Ironically, the decline of the Mughal empire also began under Aurangzeb. There was a break up of the association with regional forces like the Rajputs and the Marathas.
Political Institutions
Due to the large extent of the empire the administrative system emerged at three levels i.e. central, provincial and local. The local level administration was left mainly in the hands of village headmen, etc.
At provincial level, the administration was carried out through the institution of Iqta during the sultanate period and through the institution of mansab and jagir during the Mughal period. At the central level the sultan or the emperor had his own system of administration and there were many officers to assist him.
Economy
Agriculture formed the occupation of the bulk of the people. An increase in agricultural production was sought through expansion of agriculture in newer areas. The peasants produced a large variety of food crops, cash crops, fruits, vegetables and spices.
The state derived the largest part of its income from land revenue. The land revenue administration was streamlined and elaborately developed as a result of some of the pioneering efforts made in this field by rulers like Alauddin Khalji, Sher Shah Suri and Akbar.

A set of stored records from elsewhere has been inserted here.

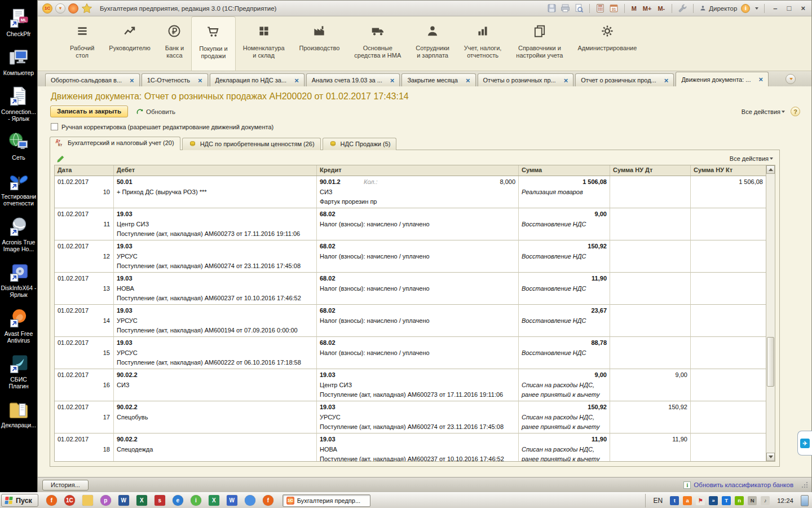  Describe the element at coordinates (661, 8) in the screenshot. I see `memory-mminus-button: M-` at that location.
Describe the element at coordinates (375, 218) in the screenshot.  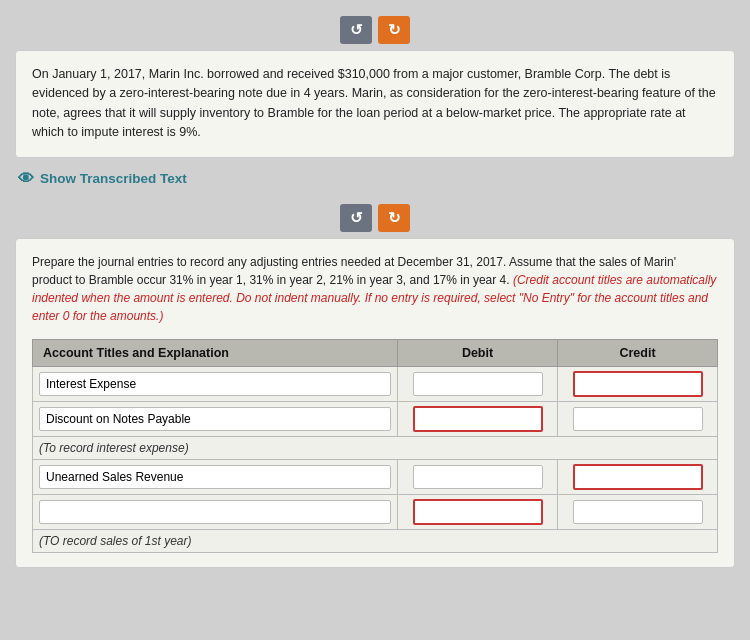
I see `toolbar-2: ↺ ↻` at that location.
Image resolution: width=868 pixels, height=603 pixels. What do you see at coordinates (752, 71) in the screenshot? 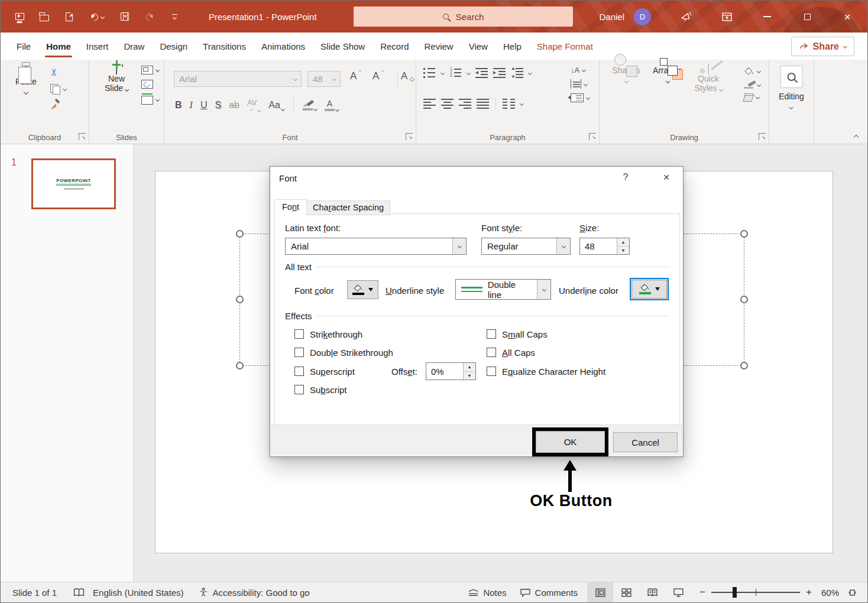
I see `shape-fill-button` at bounding box center [752, 71].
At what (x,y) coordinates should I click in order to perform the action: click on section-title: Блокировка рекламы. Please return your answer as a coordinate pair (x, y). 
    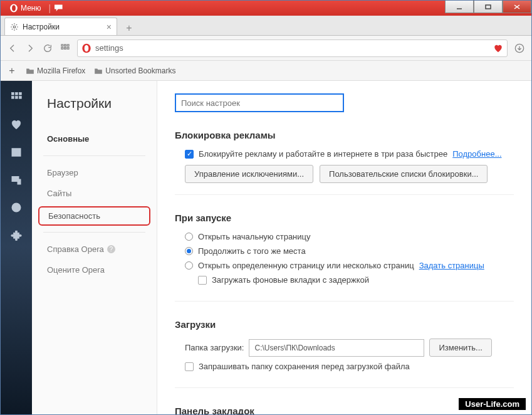
    Looking at the image, I should click on (345, 135).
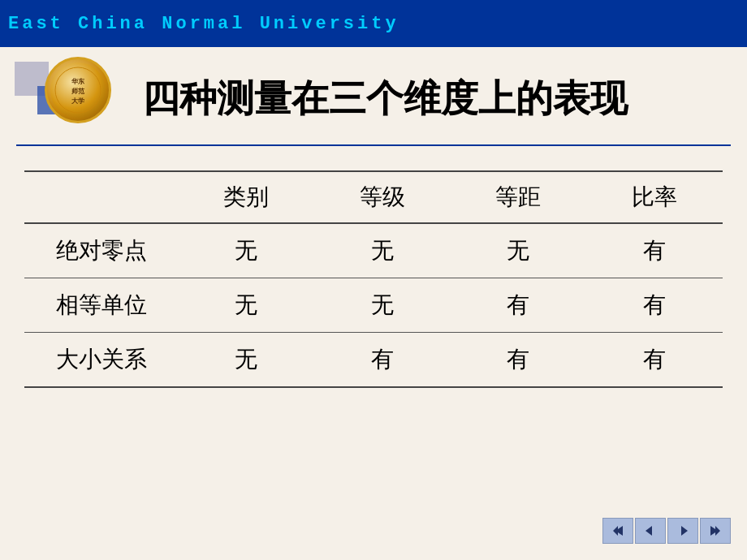 The height and width of the screenshot is (560, 747). Describe the element at coordinates (78, 90) in the screenshot. I see `logo-container: 华东 师范 大学` at that location.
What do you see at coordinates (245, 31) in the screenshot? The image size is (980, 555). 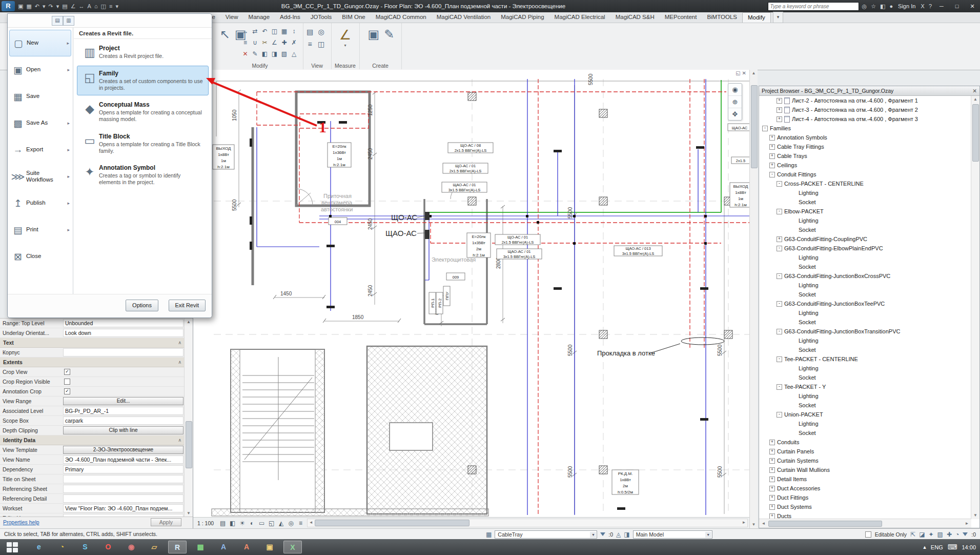 I see `move-icon: ↔` at bounding box center [245, 31].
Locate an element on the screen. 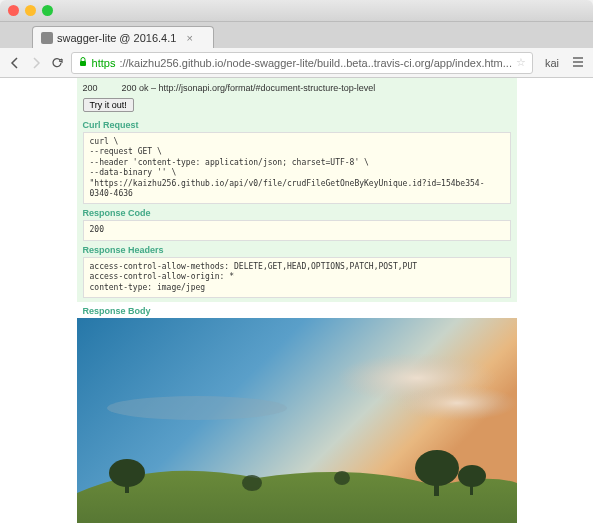 This screenshot has height=523, width=593. tab-title: swagger-lite @ 2016.4.1 is located at coordinates (116, 38).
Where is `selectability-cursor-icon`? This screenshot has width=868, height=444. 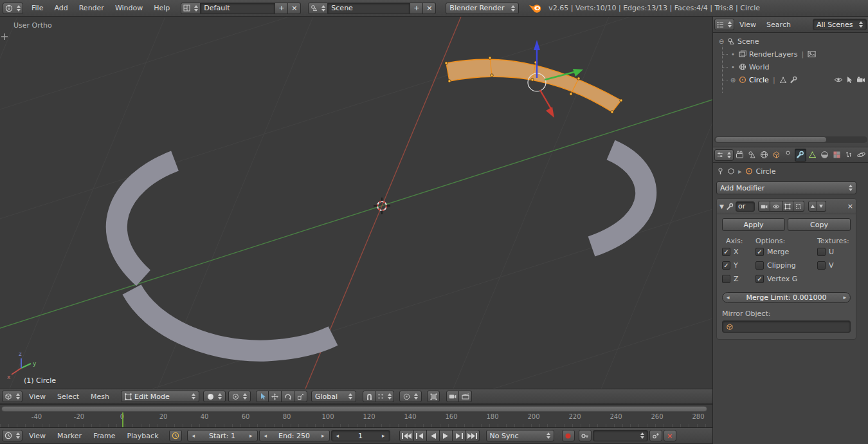 selectability-cursor-icon is located at coordinates (850, 80).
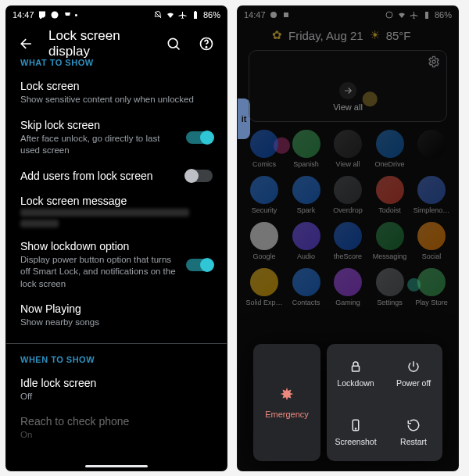  Describe the element at coordinates (23, 15) in the screenshot. I see `clock: 14:47` at that location.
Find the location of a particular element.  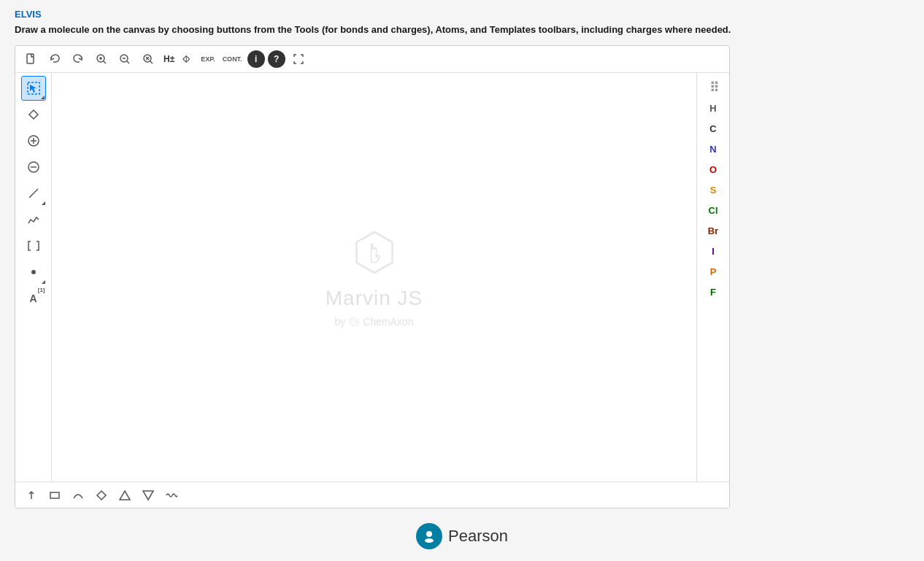

atom-S-button: S is located at coordinates (713, 190).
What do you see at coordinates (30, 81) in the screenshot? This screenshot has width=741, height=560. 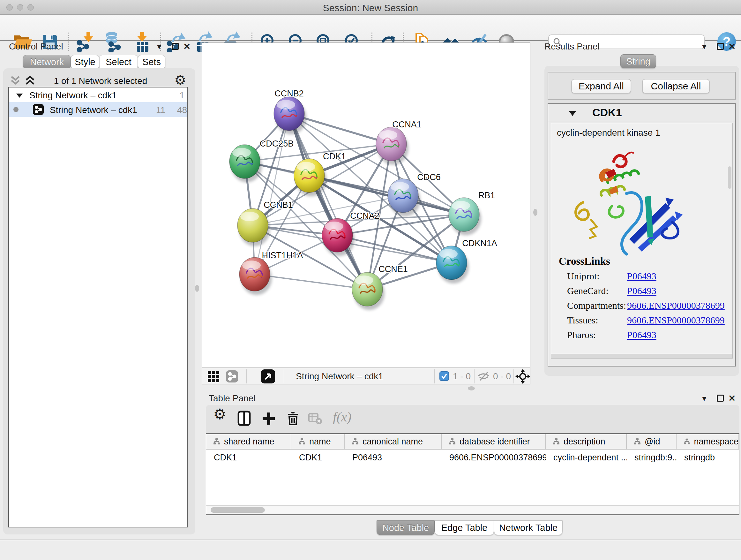 I see `expand-all-networks-button` at bounding box center [30, 81].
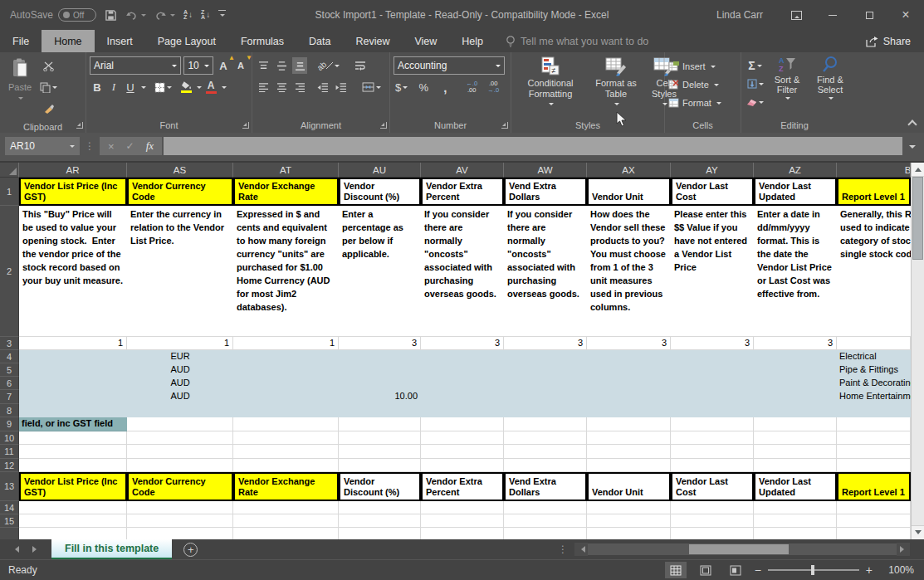 This screenshot has width=924, height=580. What do you see at coordinates (869, 15) in the screenshot?
I see `maximize-button` at bounding box center [869, 15].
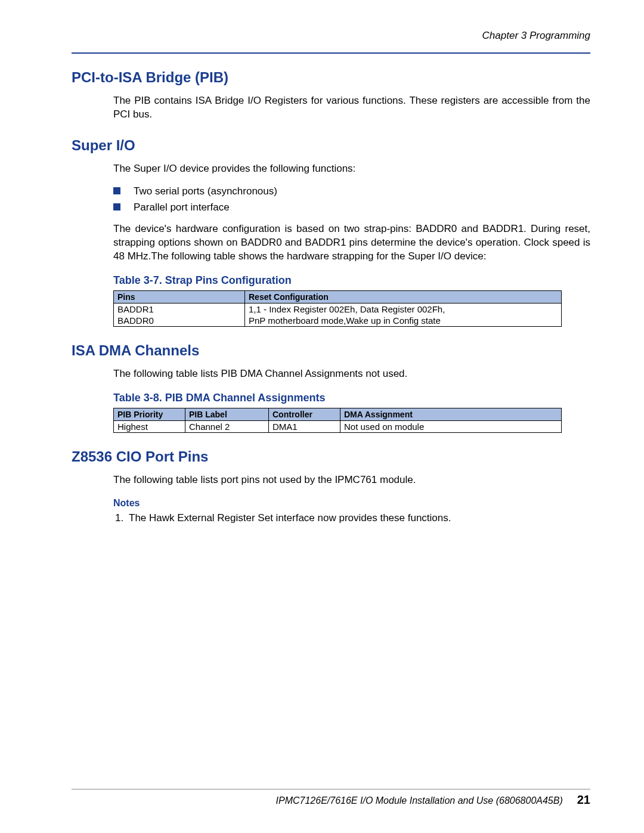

Textile, mining and metallurgy, ship-building, construction works, arms and armour manufacturing, were some of the prominent crafts practised during this period. Craft production was organised at various levels of village, towns and the state, wherein state owned artisanal workshops (royal Karkhanas) produced commodities for the consumption of the ruling elite.
In the field of commerce India had trade links with contemporary central Asia, China, South-east Asia and Europe. The European trading companies viz., the Portuguese, English, Dutch and French, and their participation in the Indian, Intra-Asian, and Euro-Asian trade influenced Indian commence.
Culture and Religious Life
The Medieval period witnessed a great synthesis of traditions in culture and religion. The Bhakti movement and Sufism in religious sphere.
Language, literature, art, architecture music and dance also bore out this trend of synthesis between different traditions.
Under the Mughals, painting was organised in the royal karkhanas and painters were on government payroll.
Another fascinating aspect of cultural life in medieval India is reflected in its Indo-Islamic architecture, new features like the arch and the dome were combined with the use of Hindu motifs like bell, lotus swastika, and kalash or water pot.
The Bhakti and Sufi tradition also gave an inputs to new devotional styles of music.